Georges Eekhoud (27 May 1854 – 29 May 1927) was a Belgian novelist of Flemish descent, but writing in French.

Eekhoud was a regionalist best known for his ability to represent scenes from rural and urban daily life. He tended to portray the dark side of human desire and write about social outcasts and the working classes.

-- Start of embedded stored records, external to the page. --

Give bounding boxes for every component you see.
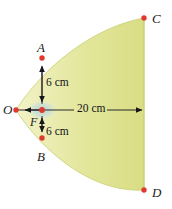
point-A [39,55,44,60]
label-point-F: F [30,116,37,128]
label-dimension-upper-6cm: 6 cm [46,77,69,89]
label-dimension-lower-6cm: 6 cm [46,126,69,138]
geometry-figure: A B C D O F 6 cm 6 cm 20 cm [0,0,172,209]
label-dimension-axis-20cm: 20 cm [77,103,105,115]
point-O [13,107,18,112]
point-F [39,107,45,113]
point-D [141,187,146,192]
label-point-D: D [152,186,161,199]
label-point-A: A [37,41,45,54]
point-C [141,15,146,20]
label-point-O: O [3,103,12,116]
point-B [39,135,44,140]
label-point-C: C [152,12,161,25]
label-point-B: B [37,150,45,163]
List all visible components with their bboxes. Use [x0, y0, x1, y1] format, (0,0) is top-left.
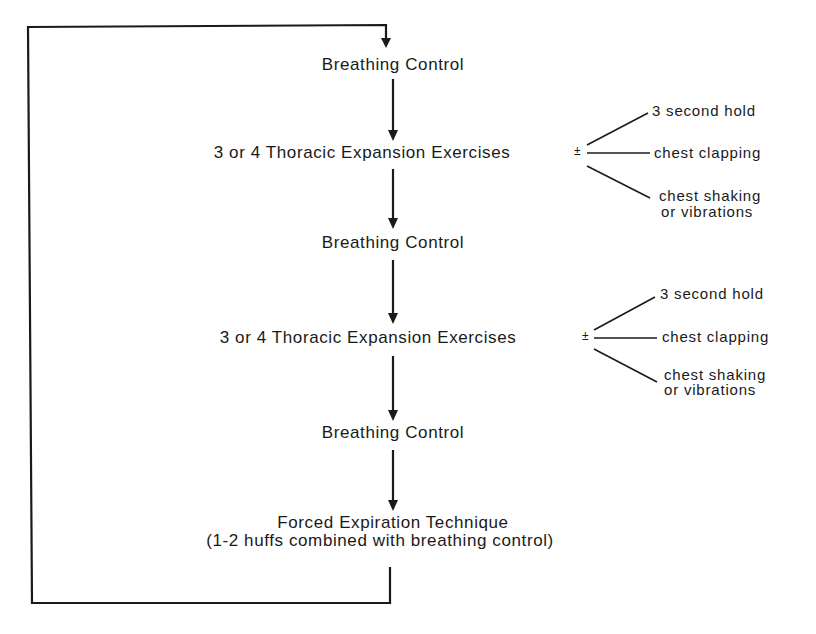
- option-vibrations-2: or vibrations: [664, 382, 756, 398]
- step-breathing-control-3: Breathing Control: [322, 423, 465, 443]
- option-chest-clapping-1: chest clapping: [654, 145, 761, 161]
- option-vibrations-1: or vibrations: [661, 204, 753, 220]
- option-3-second-hold-1: 3 second hold: [652, 103, 756, 119]
- step-thoracic-expansion-2: 3 or 4 Thoracic Expansion Exercises: [220, 328, 517, 348]
- step-breathing-control-1: Breathing Control: [322, 55, 465, 75]
- option-chest-clapping-2: chest clapping: [662, 329, 769, 345]
- step-forced-expiration-detail: (1-2 huffs combined with breathing contr…: [206, 531, 554, 551]
- option-3-second-hold-2: 3 second hold: [660, 286, 764, 302]
- step-forced-expiration-technique: Forced Expiration Technique: [277, 513, 508, 533]
- step-thoracic-expansion-1: 3 or 4 Thoracic Expansion Exercises: [214, 143, 511, 163]
- option-chest-shaking-1: chest shaking: [659, 188, 761, 204]
- plus-minus-icon-1: ±: [574, 145, 581, 157]
- step-breathing-control-2: Breathing Control: [322, 233, 465, 253]
- plus-minus-icon-2: ±: [582, 330, 589, 342]
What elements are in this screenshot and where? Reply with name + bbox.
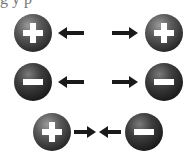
arrow-left-icon: [99, 126, 121, 138]
negative-charge-sphere: [14, 63, 52, 101]
positive-charge-sphere: [145, 14, 183, 52]
minus-icon: [145, 63, 183, 101]
plus-icon: [145, 14, 183, 52]
minus-icon: [125, 113, 163, 151]
negative-charge-sphere: [145, 63, 183, 101]
arrow-right-icon: [112, 27, 138, 39]
caption-partial: g y p: [0, 0, 32, 8]
negative-charge-sphere: [125, 113, 163, 151]
positive-charge-sphere: [33, 113, 71, 151]
arrow-left-icon: [58, 76, 84, 88]
positive-charge-sphere: [14, 14, 52, 52]
minus-icon: [14, 63, 52, 101]
arrow-right-icon: [112, 76, 138, 88]
arrow-right-icon: [74, 126, 96, 138]
plus-icon: [14, 14, 52, 52]
arrow-left-icon: [58, 27, 84, 39]
plus-icon: [33, 113, 71, 151]
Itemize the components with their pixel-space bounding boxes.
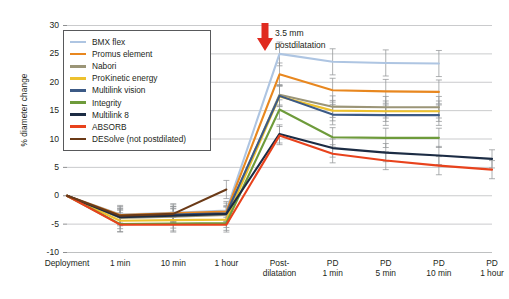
- legend-color-swatch: [70, 113, 86, 116]
- legend-color-swatch: [70, 77, 86, 80]
- legend-item[interactable]: Nabori: [70, 60, 205, 72]
- x-axis-tick-label-line: PD: [460, 258, 509, 269]
- postdilatation-arrow-icon: [255, 22, 277, 52]
- legend-item[interactable]: ABSORB: [70, 121, 205, 133]
- y-axis-tick-label: 15: [33, 105, 59, 115]
- legend-item[interactable]: Multilink 8: [70, 109, 205, 121]
- legend-item[interactable]: ProKinetic energy: [70, 72, 205, 84]
- y-axis-title: % diameter change: [19, 45, 29, 175]
- y-axis-tick-label: 0: [33, 190, 59, 200]
- legend-item-label: Multilink vision: [92, 85, 145, 95]
- legend-item-label: Promus element: [92, 49, 152, 59]
- legend-item[interactable]: BMX flex: [70, 36, 205, 48]
- legend-item[interactable]: Promus element: [70, 48, 205, 60]
- legend-item-label: ProKinetic energy: [92, 73, 158, 83]
- legend-item-label: BMX flex: [92, 37, 125, 47]
- legend-item[interactable]: Multilink vision: [70, 84, 205, 96]
- annotation-line-1: 3.5 mm: [275, 28, 326, 40]
- y-axis-tick-label: 5: [33, 162, 59, 172]
- x-axis-tick-label: PD1 hour: [460, 258, 509, 279]
- legend-color-swatch: [70, 41, 86, 44]
- legend-item[interactable]: Integrity: [70, 96, 205, 108]
- legend-item-label: Multilink 8: [92, 110, 129, 120]
- legend-color-swatch: [70, 65, 86, 68]
- y-axis-tick-label: 30: [33, 20, 59, 30]
- y-axis-tick-label: 10: [33, 134, 59, 144]
- y-axis-tick-label: -10: [33, 247, 59, 257]
- annotation-line-2: postdilatation: [275, 40, 326, 52]
- legend-color-swatch: [70, 138, 86, 141]
- y-axis-tick-label: 20: [33, 77, 59, 87]
- legend-item-label: ABSORB: [92, 122, 127, 132]
- x-axis-tick-label-line: 1 hour: [460, 268, 509, 279]
- y-axis-tick-label: -5: [33, 219, 59, 229]
- chart-legend: BMX flexPromus elementNaboriProKinetic e…: [63, 30, 211, 151]
- legend-item-label: DESolve (not postdilated): [92, 134, 186, 144]
- legend-item-label: Integrity: [92, 98, 122, 108]
- legend-color-swatch: [70, 125, 86, 128]
- y-axis-tick-label: 25: [33, 48, 59, 58]
- legend-color-swatch: [70, 101, 86, 104]
- legend-color-swatch: [70, 53, 86, 56]
- legend-color-swatch: [70, 89, 86, 92]
- legend-item-label: Nabori: [92, 61, 116, 71]
- postdilatation-annotation: 3.5 mm postdilatation: [275, 28, 326, 51]
- legend-item[interactable]: DESolve (not postdilated): [70, 133, 205, 145]
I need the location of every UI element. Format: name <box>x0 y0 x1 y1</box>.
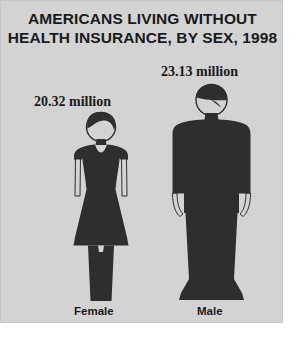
chart-panel: AMERICANS LIVING WITHOUT HEALTH INSURANC… <box>0 0 283 323</box>
female-value-label: 20.32 million <box>34 94 111 110</box>
female-category-label: Female <box>74 305 114 317</box>
male-figure-icon <box>164 83 259 307</box>
female-figure-icon <box>58 111 144 307</box>
chart-title: AMERICANS LIVING WITHOUT HEALTH INSURANC… <box>1 9 283 47</box>
male-value-label: 23.13 million <box>161 64 238 80</box>
infographic-root: AMERICANS LIVING WITHOUT HEALTH INSURANC… <box>0 0 295 339</box>
male-category-label: Male <box>197 305 223 317</box>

Eekhoud was born in Antwerp. A member of a fairly well-off family, he lost his parents as a young boy. When he came into his own he started working for a journal. First as a corrector, later he contributed a serial. In 1877, the generosity of his grandmother permitted young Eekhoud to publish his first two books, Myrtes et Cyprès and Zigzags poétiques, both volumes of poetry. In the beginning of the 1880s Eekhoud took part in several of the modern French-Belgian artist movements, like Les XX (The Twenty) and La Jeune Belgique (Young Belgium). Kees Doorik, his first novel was published in 1883, about the wild life of a tough young farmhand who committed a murder. The renowned free-thinking publisher Henri Kistemaeckers brought out a second edition three years later. Eekhoud received some guarded praise by famous authors like Edmond de Goncourt and Joris-Karl Huysmans who both sent Eekhoud a personal letter. For his second prose book, Kermesses (Fairs, 1884), not only Goncourt and Huysmans praised him, but also Émile Zola, about whom Eekhoud had written an essay in 1879.

In 1886 his novel Les milices de Saint-François (The Soldiers of Saint Francis Xavier) was published. By now Eekhoud's established subject was the rural Campine, a poor farmers' district east of Antwerp. He had a distinct style permeated with enthusiasm for the roguish young farm labourers and their rough-and-tumble lives. His most famous novel, La nouvelle Carthage (The New Carthage) was published in its definitive form in 1893, and many times reprinted. It has also been translated in English, German, Dutch, Russian, Romanian and Czech. The rustic Campine was in this book replaced with the brutal life of love and death in the Antwerp dockland metropolis and its dirty industry.

In 1899 Eekhoud offered to his readers a new and daring novel, Escal-Vigor. This is the name of the castle of its protagonist, count Henry de Kehlmark, but it conveys the name 'Escaut', French for the river Scheldt, and 'Vigor', Latin for Power. Many of these readers were shocked, because the book is concerned with love between men. According to Eekhoud's biographer Mirande Lucien, Escal-Vigor was the book of a man who wanted to speak about himself in all freedom. Escal-Vigor is a homogeneous, linear text. The story goes without detours to its final scene of the martyrdom, the moment that the tortured bodies testify of the justness of their cause. As for its composition, Escal-Vigor is the least decadent of Eekhoud's works. Eekhoud makes much less use of the elaborate and old-fashioned words that make the reader stop and wonder.